I have only one word, and that word is: what-the-fuck? Okay, so yeah, they've got a lot of data. So what? Why is that scary *at all*?
Most of what they do is as an aggregation source. They get data from all sorts of places, sort it, collate it, apply various transformations and such to it, and then present it in useful formats. They are not a content producer, they are a content aggregator. They're probably the *best* content aggregator out there, and certainly they're the largest. But I still fail to understand why having a lot of information and the power to process that information is potentially "bad" in any way.
What, exactly, could Google do that is so god-awful scary? I'm asking for speculation here, because while it's one thing to be paranoid, it's another to be paranoid with a just reason. I don't see any just reason here, because I don't see that they have any world-dominating possibilities, myself.
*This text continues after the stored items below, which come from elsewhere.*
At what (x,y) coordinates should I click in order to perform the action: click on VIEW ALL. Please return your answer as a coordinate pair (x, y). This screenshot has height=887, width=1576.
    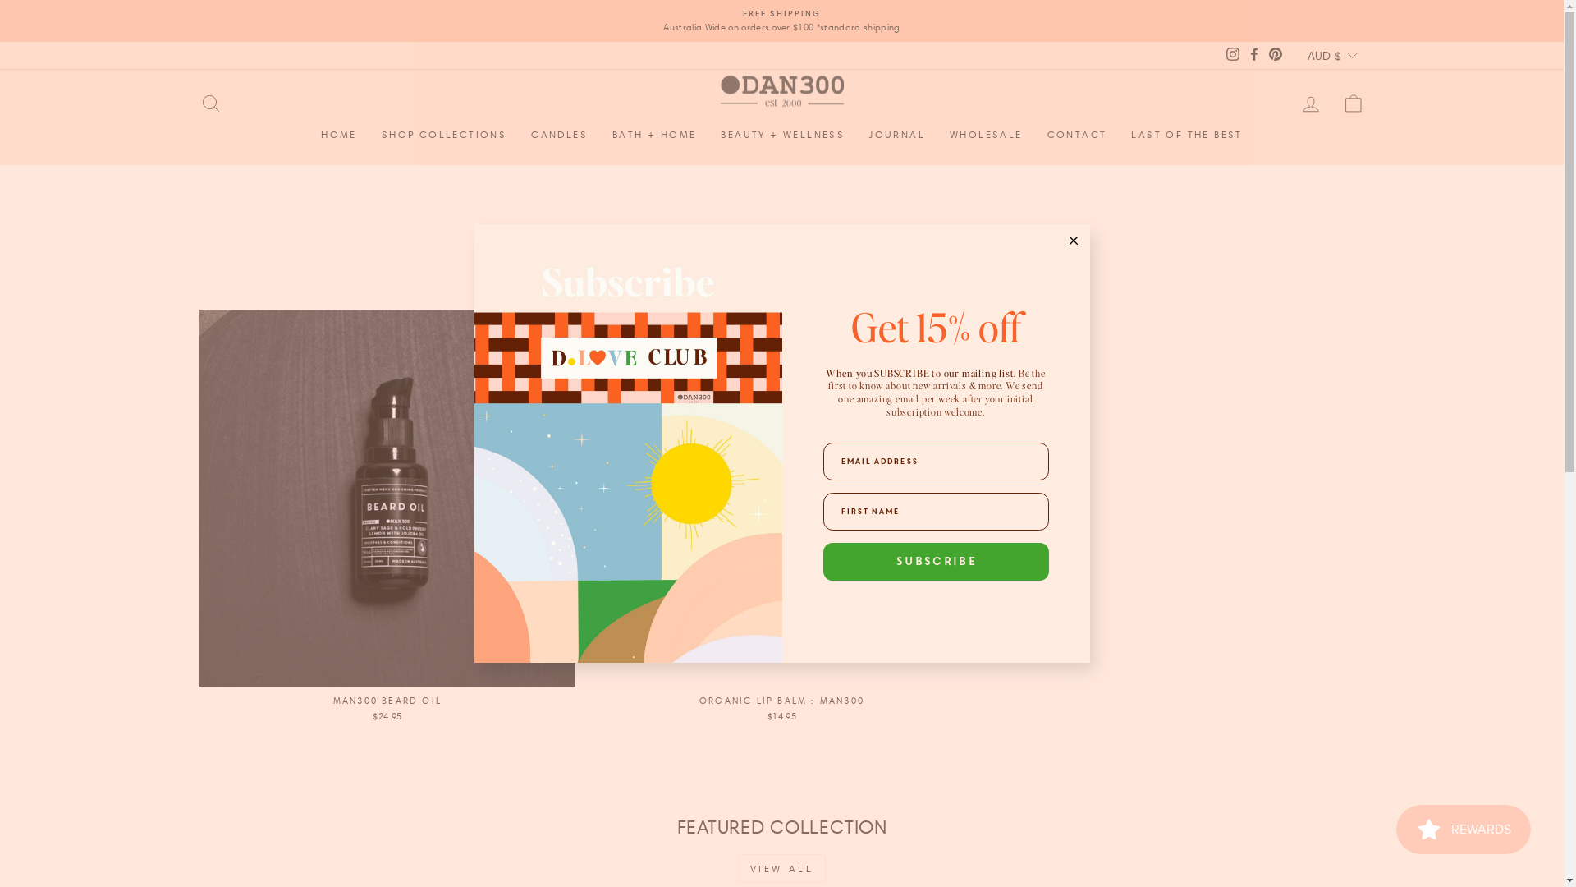
    Looking at the image, I should click on (782, 869).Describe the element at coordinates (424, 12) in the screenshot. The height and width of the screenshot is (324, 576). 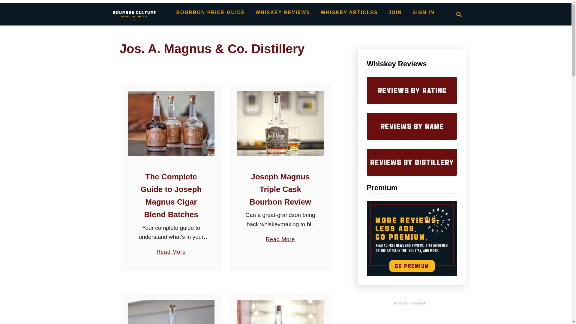
I see `BOURBON PRICE GUIDE` at that location.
Yes, yes, information is power, but that's a bullshit throwaway line... *Control* of information is power, and Google doesn't really control shit in that respect. They aggregate information, they don't produce it.
They certainly help me find out about Google's new whiz-bang gadgetry. Because hey, they produce some cool stuff that I use a lot. So yeah, I'd say that these articles are quite helpful.
- Give a man a fire and he's warm for a day, but set him on fire and he's warm for the rest of his life.